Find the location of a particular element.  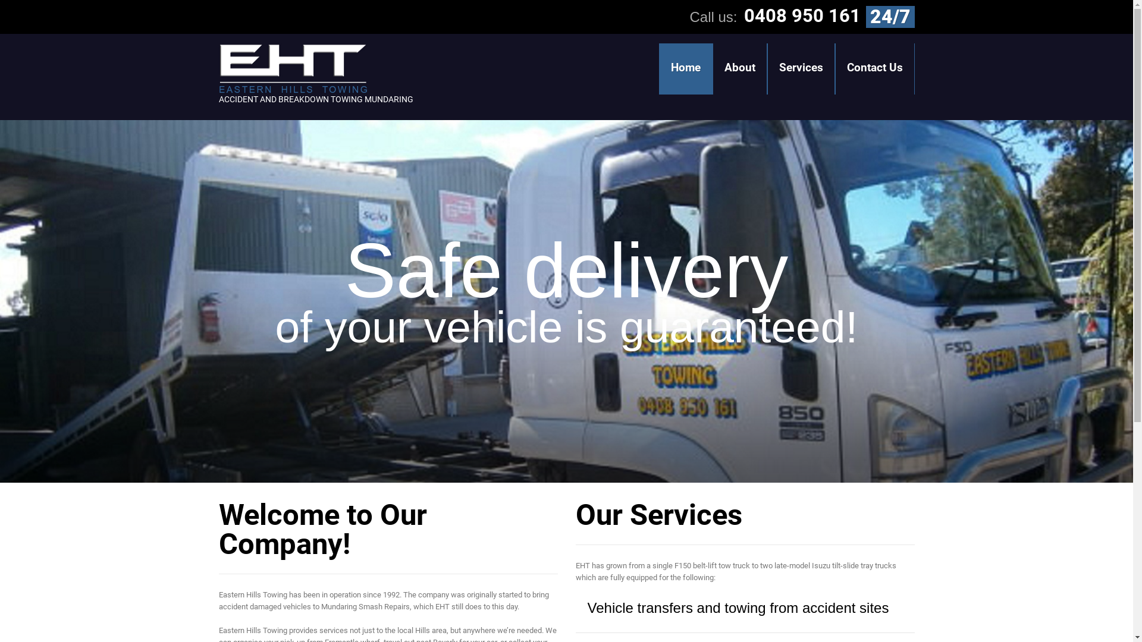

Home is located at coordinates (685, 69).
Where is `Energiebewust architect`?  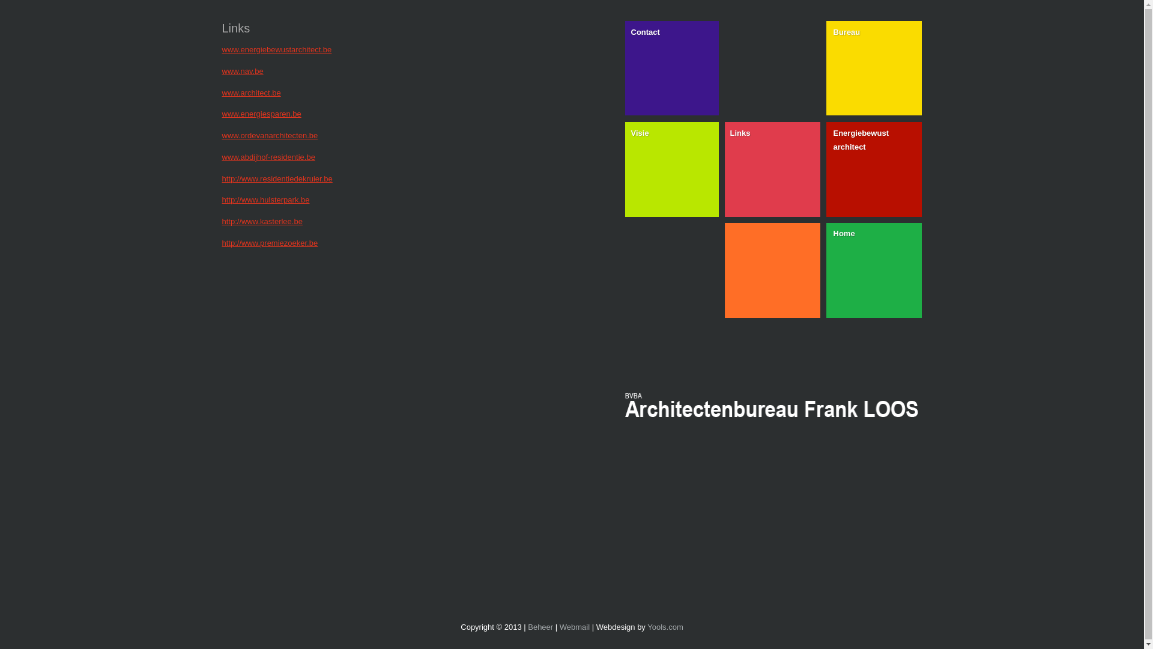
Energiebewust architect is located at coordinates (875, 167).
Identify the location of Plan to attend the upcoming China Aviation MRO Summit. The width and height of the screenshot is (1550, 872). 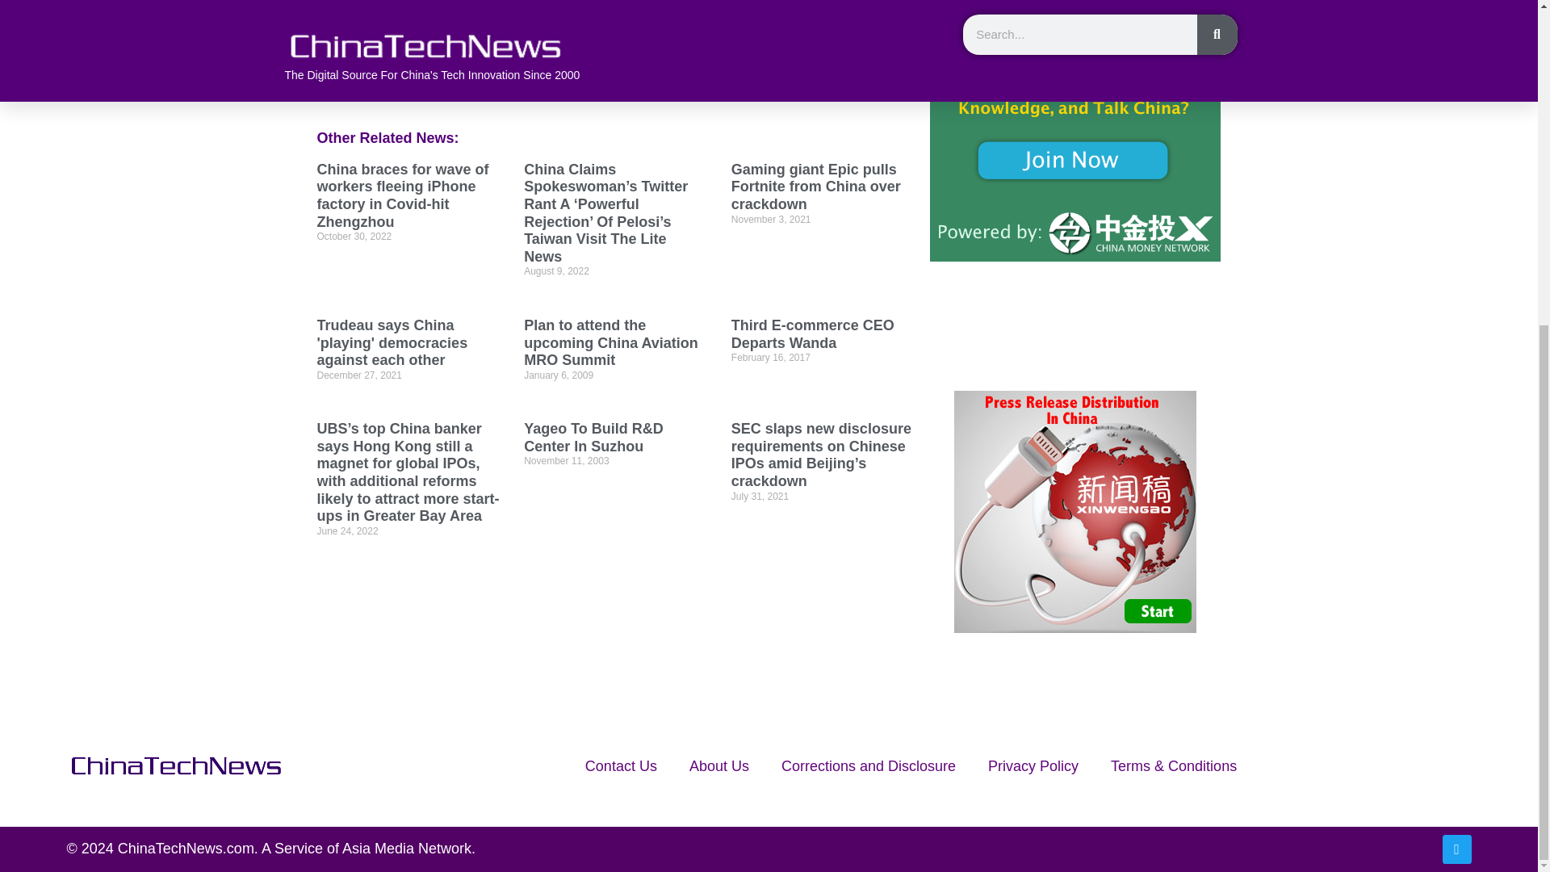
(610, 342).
--------------------------------
Could you reproduce the records above exactly, leaving out the pictures?

Find the location of a particular element.  

Home is located at coordinates (685, 69).
Where is `Energiebewust architect`?  
Energiebewust architect is located at coordinates (875, 167).
Identify the location of Plan to attend the upcoming China Aviation MRO Summit. The width and height of the screenshot is (1550, 872). 
(610, 342).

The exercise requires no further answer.